I scramble up his back before he can recover. My knees dig into his spine, pinning him face down against the stone. My hands close around the Deathball’s handle, wrenching it from his weakened grip.
Now I have it. The weight of it in my hands, the power to end this nightmare.
All I have to do is bring it down.
Elijah isn’t fighting anymore. He’s gone completely still beneath me, his face pressed against the rock. Waiting.
I raise the Deathball above my head.
The arena holds its breath. Twenty thousand people waiting to see which of us walks away.
Don’t hesitate.
I bring the Deathball down with everything I have.
The impact travels up my arms like a lightning strike. Metal against bone. The crowd erupts, but their cheers sound distant, muffled, like they’re coming from underwater.
I lift the weapon again.
Again.
My eyes squeeze shut, but I can still hear them chanting my name. “Robin! Robin! Robin!” Over and over, a rhythm that matches the rise and fall of my arms.
I can’t stop.
Just like Cas couldn’t stop hitting Andreas last week. I didn’t understand it then—why he kept swinging long after the first blow ended it. Why his face went blank, why his movements turned mechanical.
Now I know.
It’s not about the kill. It’s about the crowd. Their hunger feeds something primal, something that strips away every civilized thought until onlythis remains. Lift. Strike. Lift. Strike. My body moves without conscious thought, driven by thousands of voices screaming for blood.

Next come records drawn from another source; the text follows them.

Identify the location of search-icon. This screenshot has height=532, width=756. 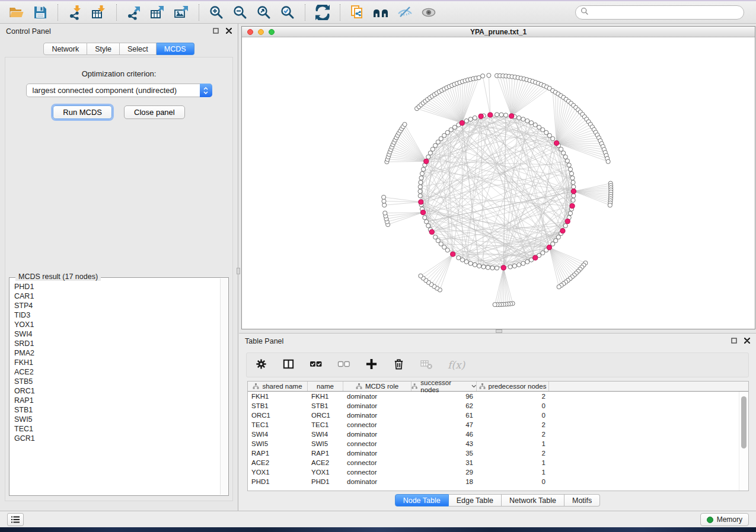
(585, 12).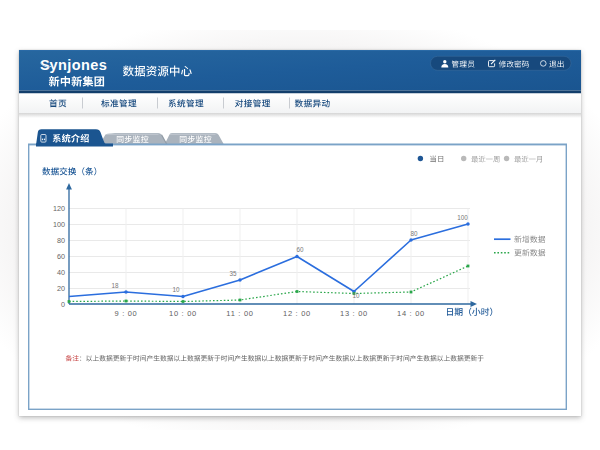 Image resolution: width=600 pixels, height=450 pixels. Describe the element at coordinates (354, 314) in the screenshot. I see `svg-text: 13 : 00` at that location.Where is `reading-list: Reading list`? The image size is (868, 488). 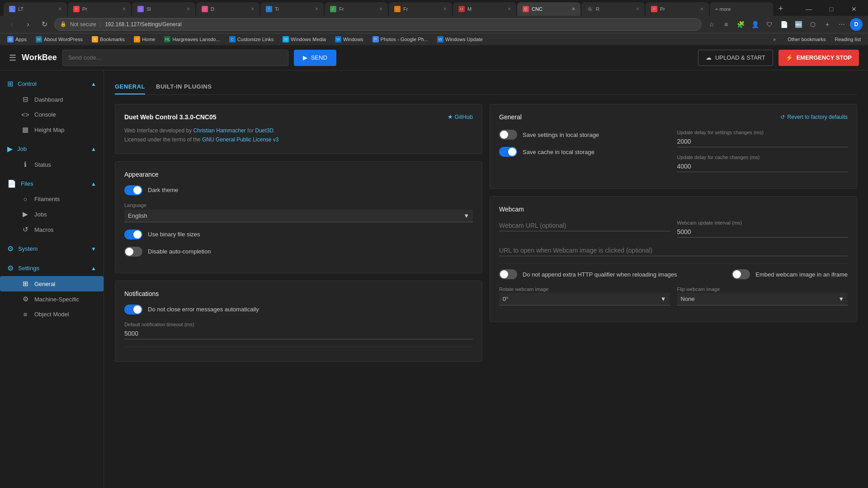
reading-list: Reading list is located at coordinates (848, 39).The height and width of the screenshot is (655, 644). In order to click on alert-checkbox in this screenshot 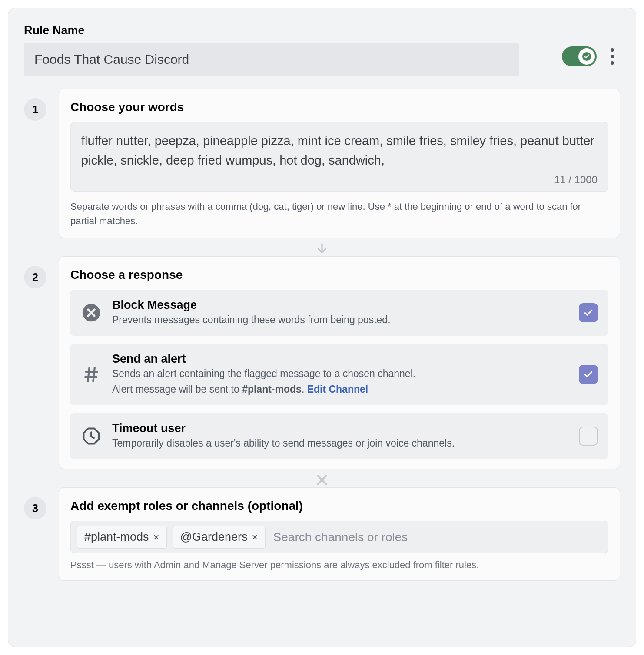, I will do `click(588, 374)`.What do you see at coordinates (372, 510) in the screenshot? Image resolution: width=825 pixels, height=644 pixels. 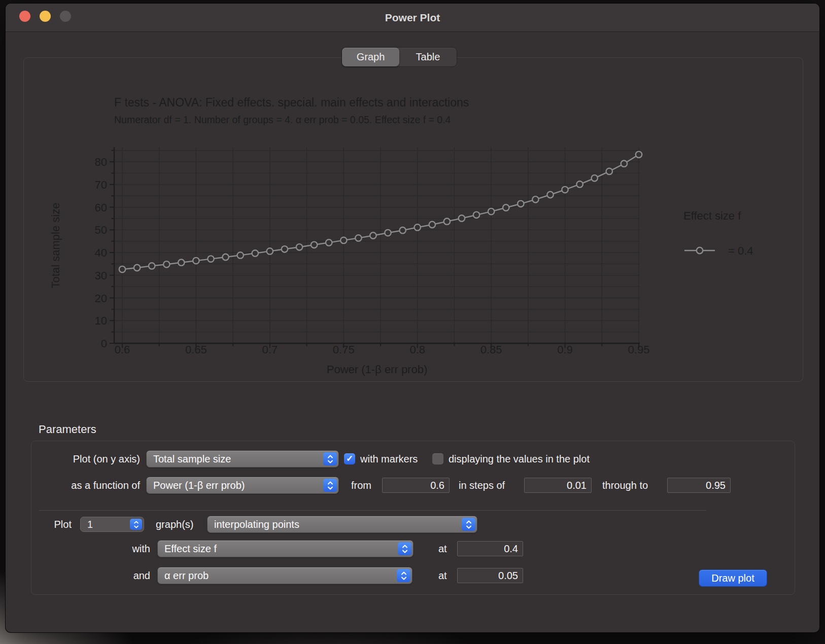 I see `divider` at bounding box center [372, 510]. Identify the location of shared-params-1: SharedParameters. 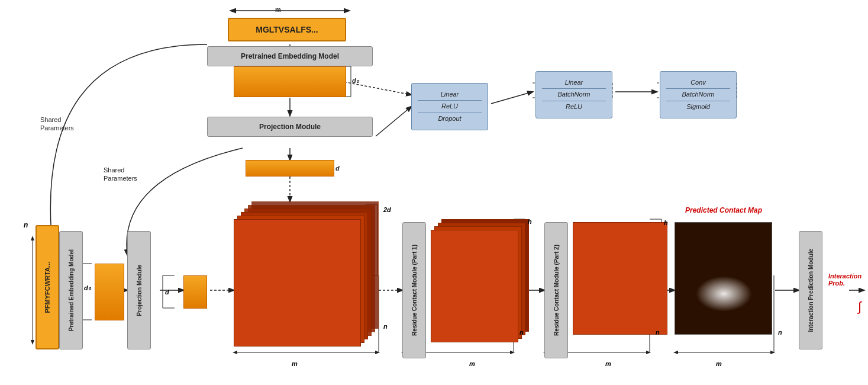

I don’t think of Elijah. Not Marco.
I think of Esme.
The way she used to laugh when I’d chase her around, threatening to throw her in the tide pools if she didn’t put down her sketch pads and train with me. Her gray eyes bright with mischief. Her blonde hair flying behind her as she ran.
I think of her seeing me like this. Her brother, the one who was supposed to protect her, reduced to a butcher performing for the entertainment of strangers. A monster wearing her brother’s face.
My arms begin to tire.
The Deathball grows heavier with each swing. My shoulders burn. My grip slips on the handle, slick now with—
I force myself to stop. To open my eyes.
The mess beneath me used to be Elijah. His dark hair spreads like seaweed across the stone. Red stains the pink stone, pooling in the cracks between rocks.
Beside me, black shapes move about. The game architects, scaling the cliff in their sleek uniforms, having crossed the water in small boats that have suddenly materialized. They buzz around me like insects, efficient and emotionless.
One grabs my hand. I still clutch the Deathball in the other.